‘Rip out bike lanes, build carparks’
Melburnian Caleb Bond argues why incentives to ditch the car and take up cycling in Melbourne won’t work.
OPINION
Melbourne has turned into a war zone.
It’s every man for himself. Resources are scarce and growing scarcer.
The situation is so bad, I read in The Age this week, that people are fighting in the street.
So what has run out, triggering this anxiety and violence?
Among other things, carparks.
The problem is that the population keeps growing, so apartments keep going up – but they’re built without adequate onsite parking, which drives residents to leave their cars on the street.
Streets are now full so councils have implemented timed parking. People are getting into rows on the street over who has dibs on parking spaces and then they’re racking up thousands of dollars in parking fines because they have nowhere else to go.
The objective is to discourage people from owning cars in the first place. It is very deliberate that apartment buildings are constructed without enough parking spaces. They hope that if you can’t find somewhere to put the car, you’ll either sell it or not buy one in the first place.
Victoria’s transport department is considering scrapping minimum parking requirements for new developments close to public transport in an effort to force people to give up their cars.
Be damned if you want to go somewhere not served by a bus, tram or train – the government will determine where you travel and the circumstances in which you do it.
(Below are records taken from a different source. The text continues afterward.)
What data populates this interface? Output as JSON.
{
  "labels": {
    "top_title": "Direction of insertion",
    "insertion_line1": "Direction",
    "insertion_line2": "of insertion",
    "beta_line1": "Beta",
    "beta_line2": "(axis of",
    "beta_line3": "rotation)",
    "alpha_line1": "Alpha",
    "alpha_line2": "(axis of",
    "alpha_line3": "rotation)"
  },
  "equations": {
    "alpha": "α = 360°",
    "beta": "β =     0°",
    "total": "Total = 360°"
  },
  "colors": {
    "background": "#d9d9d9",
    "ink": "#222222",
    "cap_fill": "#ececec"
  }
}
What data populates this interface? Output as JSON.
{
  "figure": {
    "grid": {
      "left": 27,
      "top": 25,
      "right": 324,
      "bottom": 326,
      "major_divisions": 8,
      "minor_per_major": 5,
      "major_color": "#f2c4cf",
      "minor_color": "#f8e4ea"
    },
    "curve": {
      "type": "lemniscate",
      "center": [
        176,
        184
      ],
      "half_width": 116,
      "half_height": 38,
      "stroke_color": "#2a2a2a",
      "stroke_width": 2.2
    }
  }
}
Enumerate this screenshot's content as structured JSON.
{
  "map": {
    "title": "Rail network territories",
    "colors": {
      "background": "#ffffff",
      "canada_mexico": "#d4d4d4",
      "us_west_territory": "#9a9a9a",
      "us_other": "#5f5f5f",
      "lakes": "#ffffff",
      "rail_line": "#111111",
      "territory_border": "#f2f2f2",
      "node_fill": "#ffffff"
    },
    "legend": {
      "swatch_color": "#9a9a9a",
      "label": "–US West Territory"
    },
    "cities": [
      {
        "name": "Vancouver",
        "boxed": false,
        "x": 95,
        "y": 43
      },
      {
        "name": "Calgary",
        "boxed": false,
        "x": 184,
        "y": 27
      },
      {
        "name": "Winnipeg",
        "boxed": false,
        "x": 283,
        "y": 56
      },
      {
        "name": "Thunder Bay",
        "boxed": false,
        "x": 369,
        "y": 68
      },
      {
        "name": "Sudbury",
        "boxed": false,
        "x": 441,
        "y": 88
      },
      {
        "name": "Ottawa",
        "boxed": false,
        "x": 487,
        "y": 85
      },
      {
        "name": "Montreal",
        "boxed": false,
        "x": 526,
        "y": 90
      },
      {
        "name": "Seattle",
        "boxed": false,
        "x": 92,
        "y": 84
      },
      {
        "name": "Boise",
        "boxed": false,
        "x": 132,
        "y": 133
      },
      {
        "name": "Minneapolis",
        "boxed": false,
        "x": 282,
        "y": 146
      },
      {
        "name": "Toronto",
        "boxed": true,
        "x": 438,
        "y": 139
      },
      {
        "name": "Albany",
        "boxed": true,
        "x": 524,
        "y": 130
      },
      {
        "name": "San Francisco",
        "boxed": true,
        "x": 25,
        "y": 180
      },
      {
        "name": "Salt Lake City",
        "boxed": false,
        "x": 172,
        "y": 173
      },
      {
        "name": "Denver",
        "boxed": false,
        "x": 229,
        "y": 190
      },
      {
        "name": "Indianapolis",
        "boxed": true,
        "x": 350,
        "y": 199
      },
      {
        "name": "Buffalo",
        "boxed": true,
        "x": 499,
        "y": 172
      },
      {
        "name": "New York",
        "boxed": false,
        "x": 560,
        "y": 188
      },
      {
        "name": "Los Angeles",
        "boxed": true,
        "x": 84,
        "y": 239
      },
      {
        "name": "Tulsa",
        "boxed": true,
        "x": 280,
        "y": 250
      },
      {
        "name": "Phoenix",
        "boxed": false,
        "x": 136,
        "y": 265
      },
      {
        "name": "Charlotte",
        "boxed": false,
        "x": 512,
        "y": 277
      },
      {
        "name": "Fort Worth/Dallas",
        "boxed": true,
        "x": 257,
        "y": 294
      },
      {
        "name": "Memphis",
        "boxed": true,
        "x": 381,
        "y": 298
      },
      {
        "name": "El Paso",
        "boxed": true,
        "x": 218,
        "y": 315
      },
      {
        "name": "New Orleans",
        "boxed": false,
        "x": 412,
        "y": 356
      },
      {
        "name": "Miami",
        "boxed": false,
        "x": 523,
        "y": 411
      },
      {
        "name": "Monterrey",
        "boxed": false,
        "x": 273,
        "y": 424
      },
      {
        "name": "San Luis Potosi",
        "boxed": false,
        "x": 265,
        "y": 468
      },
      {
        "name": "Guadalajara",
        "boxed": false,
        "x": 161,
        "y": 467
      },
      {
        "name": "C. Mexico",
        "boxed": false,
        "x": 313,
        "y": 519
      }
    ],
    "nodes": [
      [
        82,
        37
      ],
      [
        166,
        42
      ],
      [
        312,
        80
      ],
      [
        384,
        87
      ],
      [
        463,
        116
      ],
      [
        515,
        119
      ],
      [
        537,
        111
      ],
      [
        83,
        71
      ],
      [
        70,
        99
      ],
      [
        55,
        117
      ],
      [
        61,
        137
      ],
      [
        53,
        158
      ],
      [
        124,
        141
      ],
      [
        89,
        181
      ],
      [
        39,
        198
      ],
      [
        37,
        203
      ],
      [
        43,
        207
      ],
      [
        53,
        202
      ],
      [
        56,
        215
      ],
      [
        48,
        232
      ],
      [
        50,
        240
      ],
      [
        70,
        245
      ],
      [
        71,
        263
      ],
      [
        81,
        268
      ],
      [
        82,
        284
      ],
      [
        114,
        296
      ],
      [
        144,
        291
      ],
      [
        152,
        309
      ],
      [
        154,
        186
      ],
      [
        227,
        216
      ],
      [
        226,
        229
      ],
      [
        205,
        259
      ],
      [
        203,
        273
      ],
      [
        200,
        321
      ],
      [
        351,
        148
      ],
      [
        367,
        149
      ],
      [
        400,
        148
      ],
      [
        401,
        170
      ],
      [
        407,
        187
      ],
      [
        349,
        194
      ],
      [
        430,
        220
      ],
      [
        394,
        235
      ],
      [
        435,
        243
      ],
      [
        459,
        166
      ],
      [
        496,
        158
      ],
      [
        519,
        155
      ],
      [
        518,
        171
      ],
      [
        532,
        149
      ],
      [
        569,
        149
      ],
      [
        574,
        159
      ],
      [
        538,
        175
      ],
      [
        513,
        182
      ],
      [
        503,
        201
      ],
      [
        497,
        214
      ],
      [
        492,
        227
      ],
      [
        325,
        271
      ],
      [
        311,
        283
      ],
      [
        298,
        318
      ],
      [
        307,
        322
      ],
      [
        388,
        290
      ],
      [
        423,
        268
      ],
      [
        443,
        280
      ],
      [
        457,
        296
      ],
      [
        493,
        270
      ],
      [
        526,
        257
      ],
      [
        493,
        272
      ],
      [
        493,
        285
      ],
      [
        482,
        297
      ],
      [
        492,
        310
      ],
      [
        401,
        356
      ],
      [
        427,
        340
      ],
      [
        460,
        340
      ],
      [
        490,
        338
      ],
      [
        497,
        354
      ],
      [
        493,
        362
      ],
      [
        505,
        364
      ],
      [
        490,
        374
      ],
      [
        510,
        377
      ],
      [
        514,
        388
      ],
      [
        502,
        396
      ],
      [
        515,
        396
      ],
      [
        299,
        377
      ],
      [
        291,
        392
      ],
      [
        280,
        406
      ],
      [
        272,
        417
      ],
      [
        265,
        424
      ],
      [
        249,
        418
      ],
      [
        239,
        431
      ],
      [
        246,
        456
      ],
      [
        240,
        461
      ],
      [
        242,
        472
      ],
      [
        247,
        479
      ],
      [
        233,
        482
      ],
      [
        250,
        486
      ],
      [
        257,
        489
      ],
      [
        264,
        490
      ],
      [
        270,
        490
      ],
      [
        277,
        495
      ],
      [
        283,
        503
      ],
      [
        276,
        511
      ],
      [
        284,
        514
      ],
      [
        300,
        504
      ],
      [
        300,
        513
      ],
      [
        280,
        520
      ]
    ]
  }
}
Elsewhere in Melbourne, Yarra Council has just reduced the speed limit on every street in Collingwood and Fitzroy to 30km/h.
It is expected to make the suburbs more time-consuming to navigate.
I could drive up the Monash from South Melbourne to Warragul in the time it’d take me to cross Collingwood.
Speaking of which, St Kilda residents are warring over a separated bike lane down Inkerman St which would – surprise surprise – involve the removal of 114 parking spaces.
It is my opinion that the bike lanes in the Melbourne CBD are not used enough and have become nuisances that hold up traffic. But, as ever, it’s not to serve current cyclists – it’s to force you out of your car through pure frustration so you have to use the bike lane.
Those who might support all this, though, are academics and residents of some leafy Melbourne streets who apparently want navigation apps such as Google Maps to stop directing people down suburban streets because rat-running is destroying their tranquillity.
God forbid someone, you know, drove down a street on which they didn’t live.
The reality is that despite every effort to discourage car ownership it is actually increasing.
Australia is a big country. Unless you’re an insular inner-city ignoramus, you probably have to leave the confines of your compound occasionally.
And that, shock horror, means getting in a car.
We’re not some small European country where everyone lives on top of each other and you don’t have to travel more than 4km to go anywhere – for a lot of people, life simply can’t be done on a bike.
Rip out the bike lanes and put the carparks back in. We’re being taken for a ride.